PETA Urges Secretary of Defense to End Live-Animal Use After Video Footage Shows Goats Dismembered, Stabbed While Conscious
For
Immediate Release:
April
19, 2012
Contact:
Kristin
Richards 202-483-7382
Washington -- As reported by The Associated Press, PETA has sent an urgent letter—cosigned by current and former military medical personnel and emergency physicians—to Secretary of Defense Leon Panetta calling on him to end the U.S. military's use of animals in violent medical training exercises immediately. PETA's urgent appeal was prompted by shocking video footage that the group obtained of a military trauma training course for members of the U.S. Coast Guard conducted recently by contractor Tier 1 Group in Virginia Beach, Va.
As seen in the disturbing video footage leaked by a whistleblower, available here, Tier 1 Group instructors cut off live goats' limbs with tree trimmers, stab them, and pull out their internal organs while some of the animals can be heard moaning and are seen kicking their legs. Veterinarians who viewed the video confirm that these are signs that the goats were not adequately anesthetized and were likely feeling pain. The video also shows a course instructor from Tier 1 Group who cheerfully whistles as he cuts the legs off goats, as well as participants who joke about writing a song about mutilating the animals. According to the whistleblower, goats were later shot in the face with pistols and hacked apart with an ax while still alive.
"Our soldiers deserve the best training available—and that's not stabbing and hacking at moaning, kicking goats with gardening shears," says PETA Vice President of Laboratory Investigations Kathy Guillermo. "It's long past time for the military to make a complete switch to the effective, high-tech trauma training simulators that are widely used around the world."
Each year, the U.S. military and its contractors shoot, stab, mutilate, and kill more than 10,000 live animals in cruel trauma training exercises, even though strikingly lifelike human-patient simulators that breathe and bleed have been shown to prepare doctors and medics better to treat humans than crude animal laboratories. These humane and superior methods have already replaced animals at some military facilities and are required to be used by military regulations. Because of the superiority of these state-of-the-art simulators, 50 members of Congress are cosponsoring legislation (H.R. 1417) to phase out the use of animals in military training. After hearing from PETA, the military recently replaced animal use in other training courses that involved poisoning monkeys and forcing tubes down the throats of ferrets and cats.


* **Action item**
Can you restate the records below word for word?

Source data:
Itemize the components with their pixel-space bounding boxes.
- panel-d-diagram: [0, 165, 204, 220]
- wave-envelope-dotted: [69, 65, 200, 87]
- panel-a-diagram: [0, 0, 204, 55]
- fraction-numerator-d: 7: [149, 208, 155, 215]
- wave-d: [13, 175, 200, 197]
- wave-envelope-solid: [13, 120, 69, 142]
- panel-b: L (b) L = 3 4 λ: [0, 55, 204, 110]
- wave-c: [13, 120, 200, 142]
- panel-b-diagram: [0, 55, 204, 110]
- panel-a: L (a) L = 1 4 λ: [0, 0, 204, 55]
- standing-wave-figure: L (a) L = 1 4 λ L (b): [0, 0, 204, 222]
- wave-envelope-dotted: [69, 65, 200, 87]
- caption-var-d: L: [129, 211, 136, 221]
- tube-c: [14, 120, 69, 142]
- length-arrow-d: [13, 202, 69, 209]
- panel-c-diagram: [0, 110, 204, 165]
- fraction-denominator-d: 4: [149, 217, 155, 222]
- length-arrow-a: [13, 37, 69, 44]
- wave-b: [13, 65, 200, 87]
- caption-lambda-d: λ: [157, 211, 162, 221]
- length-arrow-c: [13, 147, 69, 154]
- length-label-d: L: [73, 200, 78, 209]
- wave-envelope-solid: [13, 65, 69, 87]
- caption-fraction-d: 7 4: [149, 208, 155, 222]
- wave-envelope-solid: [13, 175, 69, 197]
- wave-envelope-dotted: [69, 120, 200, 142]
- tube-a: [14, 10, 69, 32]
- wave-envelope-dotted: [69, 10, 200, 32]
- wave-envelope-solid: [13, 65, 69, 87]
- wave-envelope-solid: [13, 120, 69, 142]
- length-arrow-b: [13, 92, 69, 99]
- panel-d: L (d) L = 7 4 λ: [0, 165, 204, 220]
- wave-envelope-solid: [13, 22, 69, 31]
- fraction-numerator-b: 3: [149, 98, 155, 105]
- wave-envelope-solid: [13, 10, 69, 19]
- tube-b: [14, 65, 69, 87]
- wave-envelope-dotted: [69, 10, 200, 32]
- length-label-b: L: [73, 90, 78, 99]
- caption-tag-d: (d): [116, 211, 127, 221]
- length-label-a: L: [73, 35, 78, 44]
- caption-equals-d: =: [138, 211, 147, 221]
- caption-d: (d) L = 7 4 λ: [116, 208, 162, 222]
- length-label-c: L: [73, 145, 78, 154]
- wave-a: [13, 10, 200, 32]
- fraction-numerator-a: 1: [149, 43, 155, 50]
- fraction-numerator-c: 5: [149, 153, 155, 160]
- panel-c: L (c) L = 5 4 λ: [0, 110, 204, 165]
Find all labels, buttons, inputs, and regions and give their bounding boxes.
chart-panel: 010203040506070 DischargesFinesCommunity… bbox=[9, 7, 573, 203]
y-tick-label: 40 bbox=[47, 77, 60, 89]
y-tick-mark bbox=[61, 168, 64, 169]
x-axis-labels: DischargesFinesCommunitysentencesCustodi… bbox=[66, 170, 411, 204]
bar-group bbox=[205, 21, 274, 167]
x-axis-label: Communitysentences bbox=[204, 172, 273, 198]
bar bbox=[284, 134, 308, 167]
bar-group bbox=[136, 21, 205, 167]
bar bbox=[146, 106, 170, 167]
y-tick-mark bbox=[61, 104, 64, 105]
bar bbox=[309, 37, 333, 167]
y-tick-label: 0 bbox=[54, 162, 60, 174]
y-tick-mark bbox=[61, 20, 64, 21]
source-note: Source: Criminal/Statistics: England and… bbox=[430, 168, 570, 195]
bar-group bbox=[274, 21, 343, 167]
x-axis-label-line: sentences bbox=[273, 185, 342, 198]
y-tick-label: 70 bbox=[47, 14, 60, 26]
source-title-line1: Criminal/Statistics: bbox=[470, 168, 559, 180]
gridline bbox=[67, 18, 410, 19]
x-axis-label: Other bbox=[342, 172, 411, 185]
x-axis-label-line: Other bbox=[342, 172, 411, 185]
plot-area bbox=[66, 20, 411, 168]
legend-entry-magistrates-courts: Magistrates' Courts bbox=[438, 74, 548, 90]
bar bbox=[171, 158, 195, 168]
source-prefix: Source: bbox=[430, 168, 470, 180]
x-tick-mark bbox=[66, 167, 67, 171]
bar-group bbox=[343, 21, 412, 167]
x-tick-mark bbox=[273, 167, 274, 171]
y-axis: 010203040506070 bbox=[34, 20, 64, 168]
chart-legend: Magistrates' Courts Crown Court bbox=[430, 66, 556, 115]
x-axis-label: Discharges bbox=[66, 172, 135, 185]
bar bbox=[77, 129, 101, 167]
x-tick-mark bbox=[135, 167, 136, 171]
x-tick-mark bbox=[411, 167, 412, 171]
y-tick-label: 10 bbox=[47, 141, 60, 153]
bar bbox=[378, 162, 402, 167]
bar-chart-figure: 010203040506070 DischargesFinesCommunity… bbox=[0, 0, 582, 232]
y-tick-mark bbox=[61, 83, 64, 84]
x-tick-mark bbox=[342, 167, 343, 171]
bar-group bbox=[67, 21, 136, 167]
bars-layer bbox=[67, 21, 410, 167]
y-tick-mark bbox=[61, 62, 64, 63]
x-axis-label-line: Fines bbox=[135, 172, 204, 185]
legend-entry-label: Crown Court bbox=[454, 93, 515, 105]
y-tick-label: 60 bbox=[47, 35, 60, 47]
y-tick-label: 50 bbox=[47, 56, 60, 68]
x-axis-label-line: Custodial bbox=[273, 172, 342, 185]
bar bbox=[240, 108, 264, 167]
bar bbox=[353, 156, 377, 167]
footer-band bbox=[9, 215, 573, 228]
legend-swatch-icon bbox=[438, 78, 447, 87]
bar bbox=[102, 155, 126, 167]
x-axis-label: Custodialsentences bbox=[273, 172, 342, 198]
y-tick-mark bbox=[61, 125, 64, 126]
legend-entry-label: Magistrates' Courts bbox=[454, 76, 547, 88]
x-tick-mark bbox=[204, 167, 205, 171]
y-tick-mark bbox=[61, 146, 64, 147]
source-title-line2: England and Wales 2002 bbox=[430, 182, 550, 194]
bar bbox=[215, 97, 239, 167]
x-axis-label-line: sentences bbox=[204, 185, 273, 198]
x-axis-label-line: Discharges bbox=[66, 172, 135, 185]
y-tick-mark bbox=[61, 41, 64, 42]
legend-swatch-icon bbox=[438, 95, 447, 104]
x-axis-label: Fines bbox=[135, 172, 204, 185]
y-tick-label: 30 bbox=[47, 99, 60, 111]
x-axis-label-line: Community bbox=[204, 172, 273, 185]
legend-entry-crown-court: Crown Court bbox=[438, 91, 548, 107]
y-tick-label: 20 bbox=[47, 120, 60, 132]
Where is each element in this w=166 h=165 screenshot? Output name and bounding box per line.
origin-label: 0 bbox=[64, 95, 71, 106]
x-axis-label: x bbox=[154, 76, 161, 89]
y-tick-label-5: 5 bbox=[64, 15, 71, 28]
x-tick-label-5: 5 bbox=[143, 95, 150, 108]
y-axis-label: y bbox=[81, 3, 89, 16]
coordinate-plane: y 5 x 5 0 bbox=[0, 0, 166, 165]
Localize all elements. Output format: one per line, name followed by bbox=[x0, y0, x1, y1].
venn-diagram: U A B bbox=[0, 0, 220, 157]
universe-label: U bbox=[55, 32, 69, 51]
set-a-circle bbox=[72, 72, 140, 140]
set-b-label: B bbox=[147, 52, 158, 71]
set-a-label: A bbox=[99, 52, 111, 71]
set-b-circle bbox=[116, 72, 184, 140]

* **Exercise solution**
Itemize the components with their pixel-space bounding boxes.
- panel-d-diagram: [0, 165, 204, 220]
- wave-envelope-dotted: [69, 65, 200, 87]
- panel-a-diagram: [0, 0, 204, 55]
- fraction-numerator-d: 7: [149, 208, 155, 215]
- wave-d: [13, 175, 200, 197]
- wave-envelope-solid: [13, 120, 69, 142]
- panel-b: L (b) L = 3 4 λ: [0, 55, 204, 110]
- wave-c: [13, 120, 200, 142]
- panel-b-diagram: [0, 55, 204, 110]
- panel-a: L (a) L = 1 4 λ: [0, 0, 204, 55]
- standing-wave-figure: L (a) L = 1 4 λ L (b): [0, 0, 204, 222]
- wave-envelope-dotted: [69, 65, 200, 87]
- caption-var-d: L: [129, 211, 136, 221]
- tube-c: [14, 120, 69, 142]
- length-arrow-d: [13, 202, 69, 209]
- panel-c-diagram: [0, 110, 204, 165]
- fraction-denominator-d: 4: [149, 217, 155, 222]
- length-arrow-a: [13, 37, 69, 44]
- wave-b: [13, 65, 200, 87]
- caption-lambda-d: λ: [157, 211, 162, 221]
- length-arrow-c: [13, 147, 69, 154]
- length-label-d: L: [73, 200, 78, 209]
- wave-envelope-solid: [13, 65, 69, 87]
- caption-fraction-d: 7 4: [149, 208, 155, 222]
- wave-envelope-solid: [13, 175, 69, 197]
- wave-envelope-dotted: [69, 120, 200, 142]
- tube-a: [14, 10, 69, 32]
- wave-envelope-dotted: [69, 10, 200, 32]
- wave-envelope-solid: [13, 65, 69, 87]
- wave-envelope-solid: [13, 120, 69, 142]
- length-arrow-b: [13, 92, 69, 99]
- panel-d: L (d) L = 7 4 λ: [0, 165, 204, 220]
- wave-envelope-solid: [13, 22, 69, 31]
- fraction-numerator-b: 3: [149, 98, 155, 105]
- wave-envelope-solid: [13, 10, 69, 19]
- tube-b: [14, 65, 69, 87]
- wave-envelope-dotted: [69, 10, 200, 32]
- length-label-b: L: [73, 90, 78, 99]
- caption-tag-d: (d): [116, 211, 127, 221]
- length-label-a: L: [73, 35, 78, 44]
- caption-equals-d: =: [138, 211, 147, 221]
- caption-d: (d) L = 7 4 λ: [116, 208, 162, 222]
- length-label-c: L: [73, 145, 78, 154]
- wave-a: [13, 10, 200, 32]
- fraction-numerator-a: 1: [149, 43, 155, 50]
- fraction-numerator-c: 5: [149, 153, 155, 160]
- panel-c: L (c) L = 5 4 λ: [0, 110, 204, 165]
Find all labels, buttons, inputs, and regions and give their bounding boxes.
chart-panel: 010203040506070 DischargesFinesCommunity… bbox=[9, 7, 573, 203]
y-tick-label: 40 bbox=[47, 77, 60, 89]
y-tick-mark bbox=[61, 168, 64, 169]
x-axis-labels: DischargesFinesCommunitysentencesCustodi… bbox=[66, 170, 411, 204]
bar-group bbox=[205, 21, 274, 167]
x-axis-label: Communitysentences bbox=[204, 172, 273, 198]
bar bbox=[284, 134, 308, 167]
bar-group bbox=[136, 21, 205, 167]
bar bbox=[146, 106, 170, 167]
y-tick-mark bbox=[61, 104, 64, 105]
bar bbox=[309, 37, 333, 167]
y-tick-label: 0 bbox=[54, 162, 60, 174]
y-tick-mark bbox=[61, 20, 64, 21]
source-note: Source: Criminal/Statistics: England and… bbox=[430, 168, 570, 195]
bar-group bbox=[274, 21, 343, 167]
x-axis-label-line: sentences bbox=[273, 185, 342, 198]
y-tick-label: 70 bbox=[47, 14, 60, 26]
source-title-line1: Criminal/Statistics: bbox=[470, 168, 559, 180]
gridline bbox=[67, 18, 410, 19]
x-axis-label: Other bbox=[342, 172, 411, 185]
x-axis-label-line: Other bbox=[342, 172, 411, 185]
plot-area bbox=[66, 20, 411, 168]
legend-entry-magistrates-courts: Magistrates' Courts bbox=[438, 74, 548, 90]
bar bbox=[171, 158, 195, 168]
source-prefix: Source: bbox=[430, 168, 470, 180]
x-tick-mark bbox=[66, 167, 67, 171]
bar-group bbox=[343, 21, 412, 167]
x-tick-mark bbox=[273, 167, 274, 171]
y-axis: 010203040506070 bbox=[34, 20, 64, 168]
chart-legend: Magistrates' Courts Crown Court bbox=[430, 66, 556, 115]
x-axis-label: Discharges bbox=[66, 172, 135, 185]
bar bbox=[77, 129, 101, 167]
x-tick-mark bbox=[135, 167, 136, 171]
x-tick-mark bbox=[411, 167, 412, 171]
y-tick-label: 10 bbox=[47, 141, 60, 153]
bar bbox=[378, 162, 402, 167]
bar-chart-figure: 010203040506070 DischargesFinesCommunity… bbox=[0, 0, 582, 232]
y-tick-mark bbox=[61, 83, 64, 84]
x-tick-mark bbox=[342, 167, 343, 171]
bar-group bbox=[67, 21, 136, 167]
bars-layer bbox=[67, 21, 410, 167]
y-tick-mark bbox=[61, 62, 64, 63]
x-axis-label-line: Fines bbox=[135, 172, 204, 185]
legend-entry-label: Crown Court bbox=[454, 93, 515, 105]
y-tick-label: 60 bbox=[47, 35, 60, 47]
y-tick-label: 50 bbox=[47, 56, 60, 68]
x-axis-label-line: Custodial bbox=[273, 172, 342, 185]
bar bbox=[240, 108, 264, 167]
bar bbox=[353, 156, 377, 167]
footer-band bbox=[9, 215, 573, 228]
legend-swatch-icon bbox=[438, 78, 447, 87]
bar bbox=[102, 155, 126, 167]
x-axis-label: Custodialsentences bbox=[273, 172, 342, 198]
y-tick-mark bbox=[61, 125, 64, 126]
legend-entry-label: Magistrates' Courts bbox=[454, 76, 547, 88]
x-tick-mark bbox=[204, 167, 205, 171]
y-tick-mark bbox=[61, 146, 64, 147]
source-title-line2: England and Wales 2002 bbox=[430, 182, 550, 194]
bar bbox=[215, 97, 239, 167]
x-axis-label-line: sentences bbox=[204, 185, 273, 198]
x-axis-label-line: Discharges bbox=[66, 172, 135, 185]
y-tick-mark bbox=[61, 41, 64, 42]
legend-swatch-icon bbox=[438, 95, 447, 104]
x-axis-label: Fines bbox=[135, 172, 204, 185]
y-tick-label: 30 bbox=[47, 99, 60, 111]
x-axis-label-line: Community bbox=[204, 172, 273, 185]
legend-entry-crown-court: Crown Court bbox=[438, 91, 548, 107]
y-tick-label: 20 bbox=[47, 120, 60, 132]
Where is each element in this w=166 h=165 screenshot? Output name and bounding box per line.
origin-label: 0 bbox=[64, 95, 71, 106]
x-axis-label: x bbox=[154, 76, 161, 89]
y-tick-label-5: 5 bbox=[64, 15, 71, 28]
x-tick-label-5: 5 bbox=[143, 95, 150, 108]
y-axis-label: y bbox=[81, 3, 89, 16]
coordinate-plane: y 5 x 5 0 bbox=[0, 0, 166, 165]
Localize all elements. Output format: one per line, name followed by bbox=[x0, y0, x1, y1].
venn-diagram: U A B bbox=[0, 0, 220, 157]
universe-label: U bbox=[55, 32, 69, 51]
set-a-circle bbox=[72, 72, 140, 140]
set-b-label: B bbox=[147, 52, 158, 71]
set-a-label: A bbox=[99, 52, 111, 71]
set-b-circle bbox=[116, 72, 184, 140]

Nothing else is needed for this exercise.